| Jane McCrea was born about 1752
in Bedminster (now Lamington), New Jersey. Jane McCrea, the daughter of
the Rev. James McCrea, was born in 1751. Jane had eight brothers and
sisters: John, William, Samuel, Stephen, Philip, Catherine, Creighton,
James and Robert. She grew to be a tall, attractive woman with
long blonde hair, and she was courted by David Jones. In 1776 Jones was
one of several Tories in the area to join the British army. In the
summer of 1777 the approach of a large British force under General John
Burgoyne down Lake Champlain and the Hudson River valley and the
consequent abandonment of Fort
Ticonderoga and Fort Edward by colonial defenders caused a panic
among the remaining settlers, who quickly began to evacuate southward.

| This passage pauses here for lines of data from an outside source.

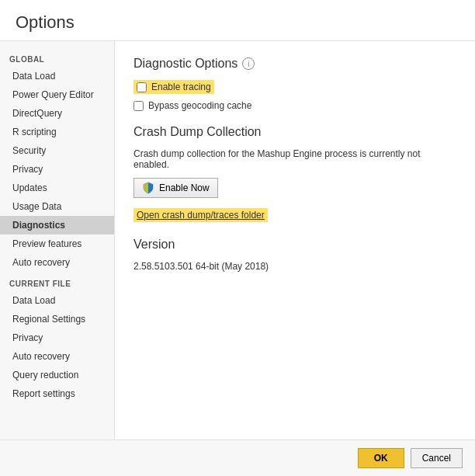  I want to click on enable-now-button: Enable Now, so click(175, 188).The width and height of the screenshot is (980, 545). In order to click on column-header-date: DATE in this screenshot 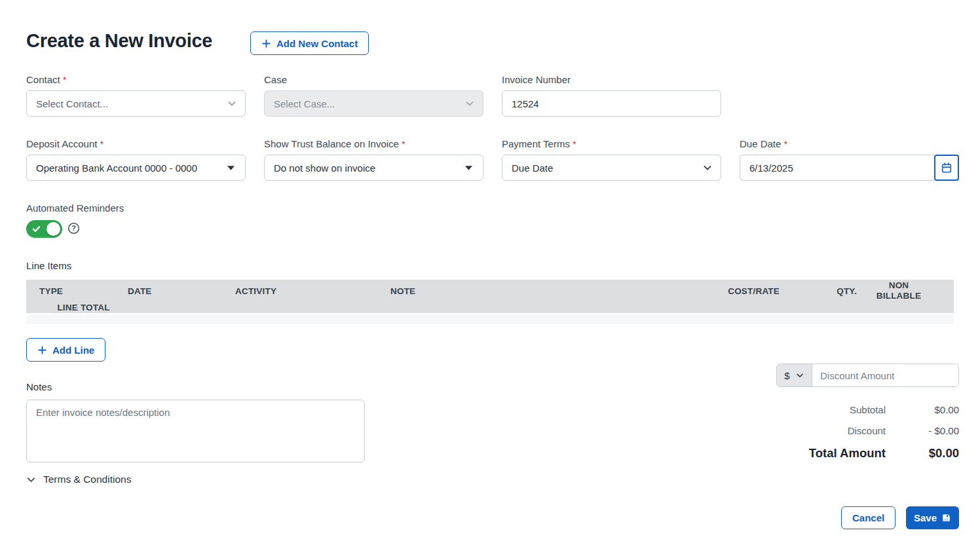, I will do `click(181, 291)`. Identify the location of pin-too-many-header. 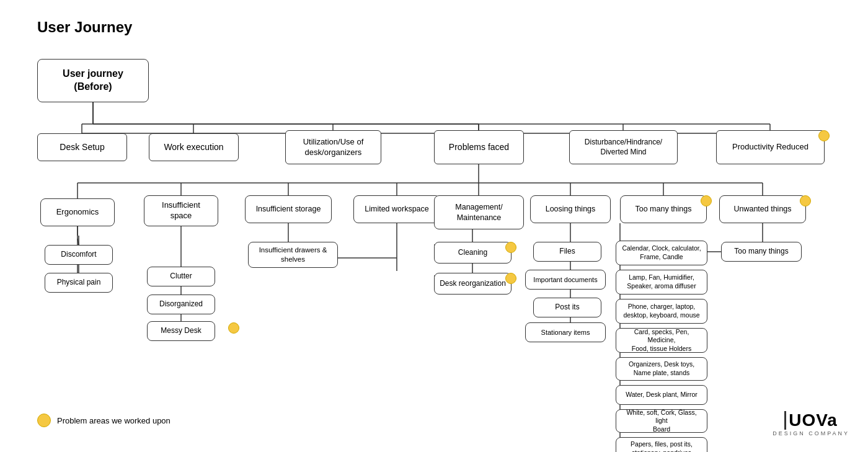
(706, 201).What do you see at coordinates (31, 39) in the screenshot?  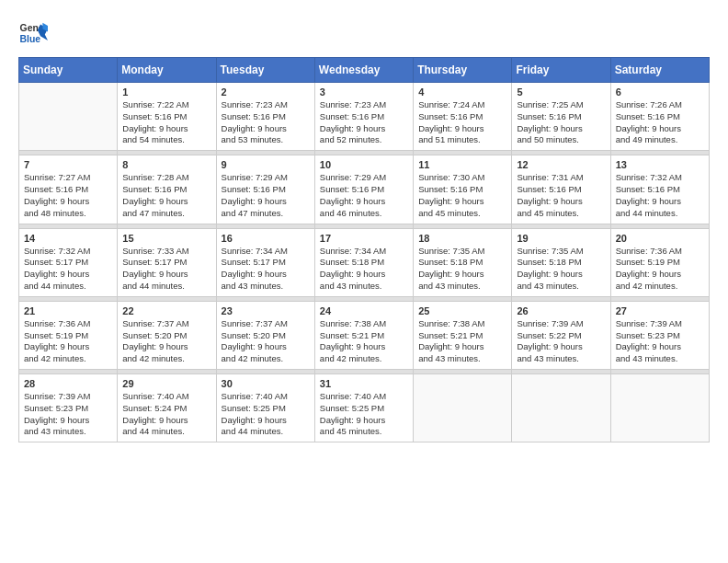 I see `svg-text: Blue` at bounding box center [31, 39].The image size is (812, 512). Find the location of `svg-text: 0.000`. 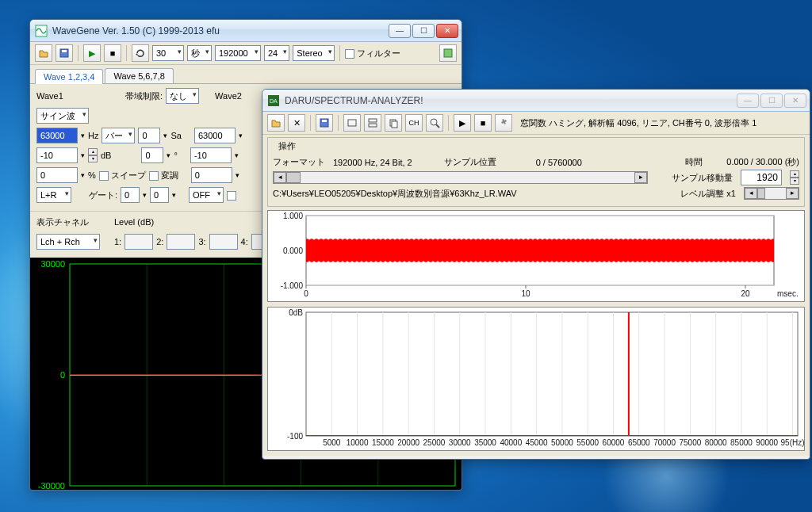

svg-text: 0.000 is located at coordinates (293, 250).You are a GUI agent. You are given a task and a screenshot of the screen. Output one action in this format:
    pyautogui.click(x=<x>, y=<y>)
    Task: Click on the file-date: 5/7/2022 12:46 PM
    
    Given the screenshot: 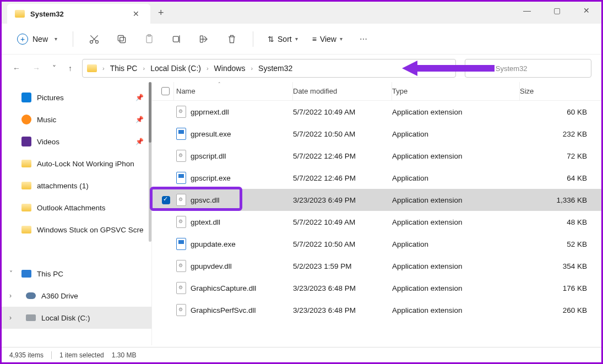 What is the action you would take?
    pyautogui.click(x=343, y=178)
    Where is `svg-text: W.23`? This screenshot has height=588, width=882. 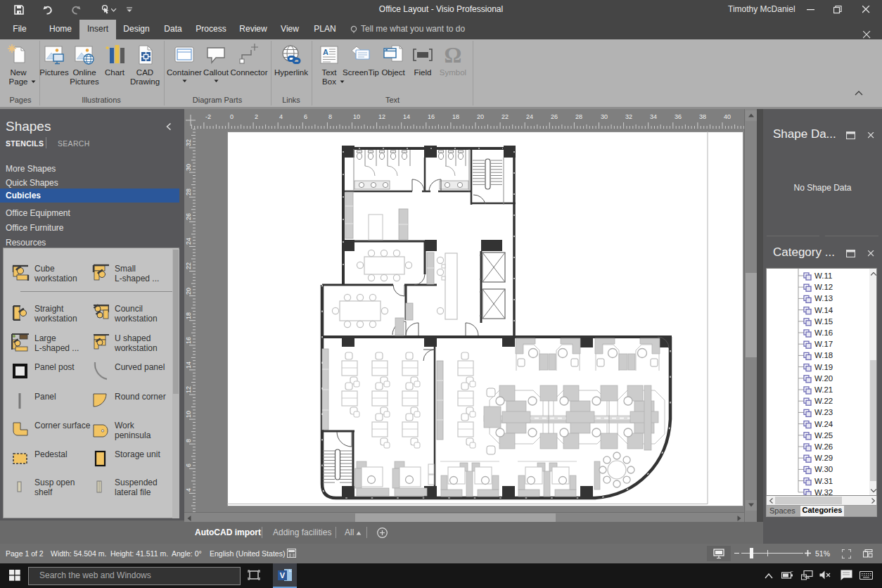
svg-text: W.23 is located at coordinates (824, 412).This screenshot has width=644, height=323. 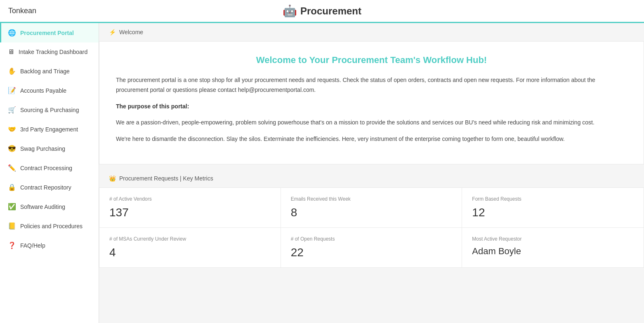 What do you see at coordinates (12, 91) in the screenshot?
I see `sidebar-icon-accounts-payable: 📝` at bounding box center [12, 91].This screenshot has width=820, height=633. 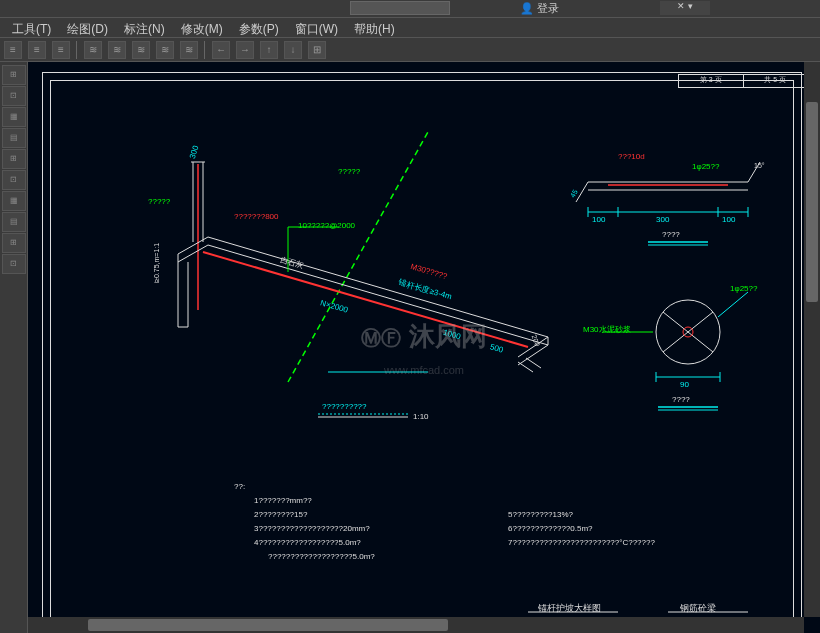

McCrea declined to leave, however, because she had received a letter
from Jones, by then a lieutenant with Burgoyne, saying that he hoped
soon to see her at Fort Edward. Later legend has it that they were to be
married at that time.
On the morning of July 27, 1777, McCrea visited
a friend, Sarah McNeil, who was preparing to leave Fort Edward for
safety. About noon the two women were captured by some Native
American scouts whom Burgoyne had employed as an advance force.
McNeil was delivered safely to British hands, but McCrea was later
discovered dead, several bullet wounds in her body, and scalped. Her
captors claimed she had been killed by a stray bullet from a colonial
detachment, but it was generally accepted that one of the scouts had
killed her. The murder and scalping sent a shock of
horror through the colonies; it was even felt in England, where in the
House of Commons Edmund Burke denounced the use of Indian allies. In
America the deed galvanized patriotic sentiment, swung waverers against
the British, and encouraged a tide of enlistments that helped end
Burgoyne's invasion three months later. Tory sympathizer Jane McCrea and
a local family were massacred by Indians during the British army's
advance south from Canada. Patriot militia, outraged that
"Burgoyne's Indians" were allowed to rampage through the
countryside, swarmed to Saratoga in
anger -- defeating Burgoyne and resulting in the turning point of the
American Revolution. Jane McCrea, though a Tory, inspired patriots to
fight because of her tragic death. The incident continued to be used as
propaganda against the English and the story was immortalized by John
Vanderlyn's painting, The Death of Jane McCrea, in 1804. The tale
of Jane McCrea became a favorite and was much romanticized in popular
versions by such authors as Philip Freneau, Joel Barlow, and Delia S.